I prototyped a chisel handle with a 7° tri-oval camber and a carbon fiber core with TPU overmold to defeat bench-roll. At 6 pm during a glue-up, it found the single downhill vector off my 34" bench and torpedoed my shoe like it minored in physics out of spite. Anyone else design for ergonomics and discover gravity’s UI is undefeated?
Add a tiny flat facet on one camber; TPU’ll bite and kill that ‘single downhill vector.’ Sound workable?

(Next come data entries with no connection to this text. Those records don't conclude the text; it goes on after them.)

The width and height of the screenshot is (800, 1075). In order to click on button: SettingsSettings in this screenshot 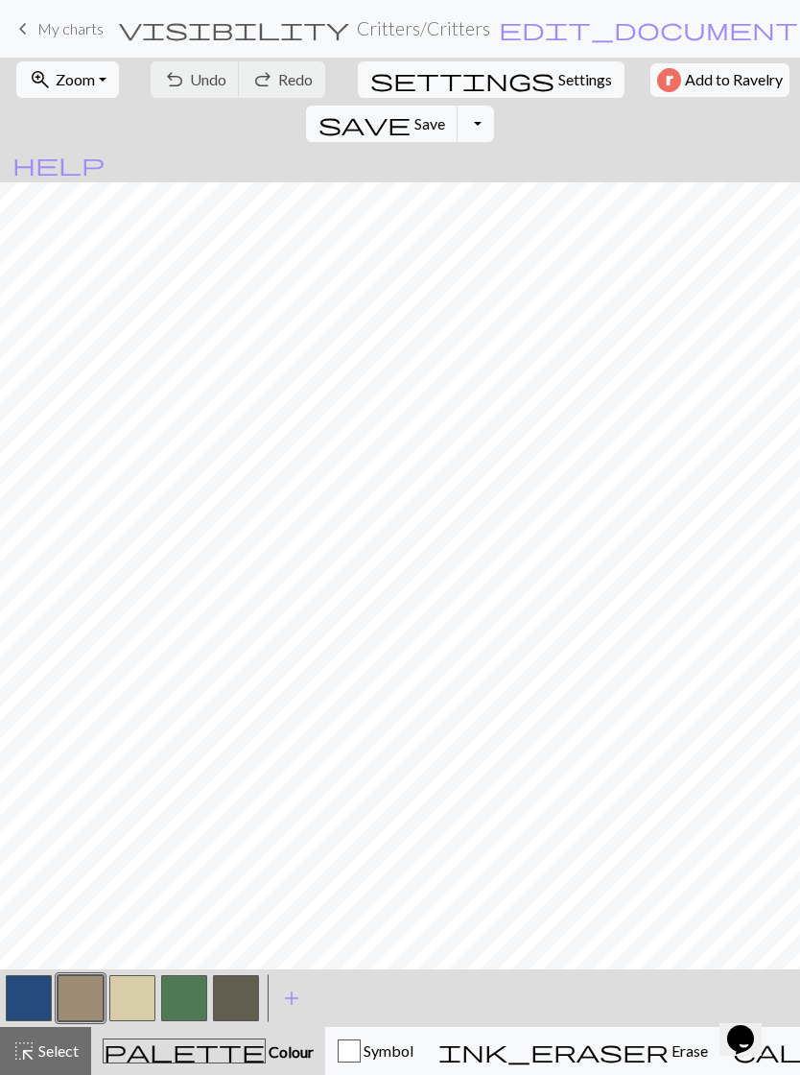, I will do `click(491, 80)`. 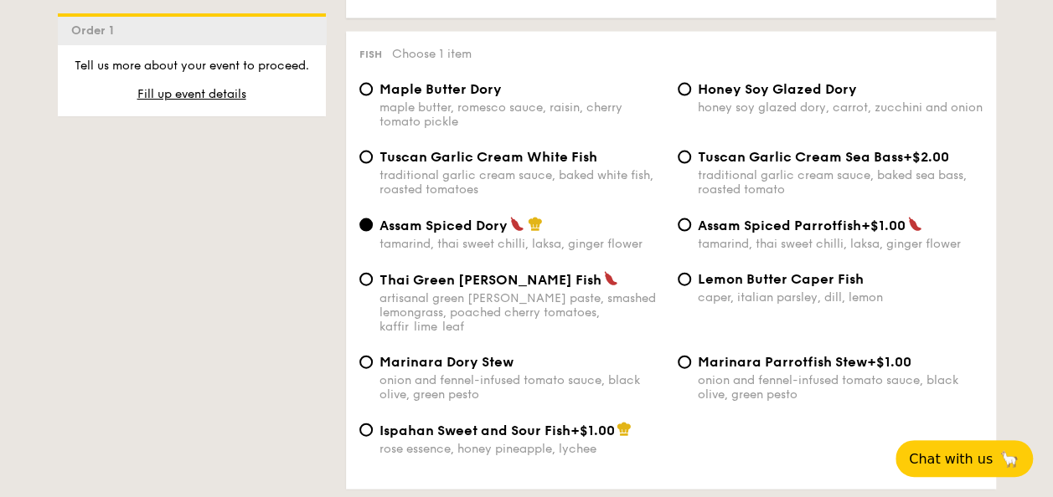 What do you see at coordinates (431, 54) in the screenshot?
I see `span: Choose 1 item` at bounding box center [431, 54].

On TPU, I’ve had better luck cutting a 1 mm groove and popping in a 2 mm silicone O-ring near the butt — acts like a speed bump even when “gravity’s UI” kicks in at 6 pm. Downside: you’ll feel the ring in a choked grip, so set it just behind your usual hand. Got a dog hole on that 34" edge to pair it with a tiny lanyard loop as a backup?
Stick a 3M Bumpon near the butt; clean TPU first or it peels — ‘gravity’s UI’ loses.
I had one that “torpedoed my shoe” too, and I fixed it by drilling a 5 mm off-center pocket in the end cap and epoxying in a steel slug so it settles heavy-side down and stops wandering. It adds a hair of tail weight, but you don’t feel it in use — want the offset and depth I used?
Add a 10 mm flat at the ferrule on the ‘7° tri-oval’ facet — mine stopped at 6 pm; minor grip tradeoff.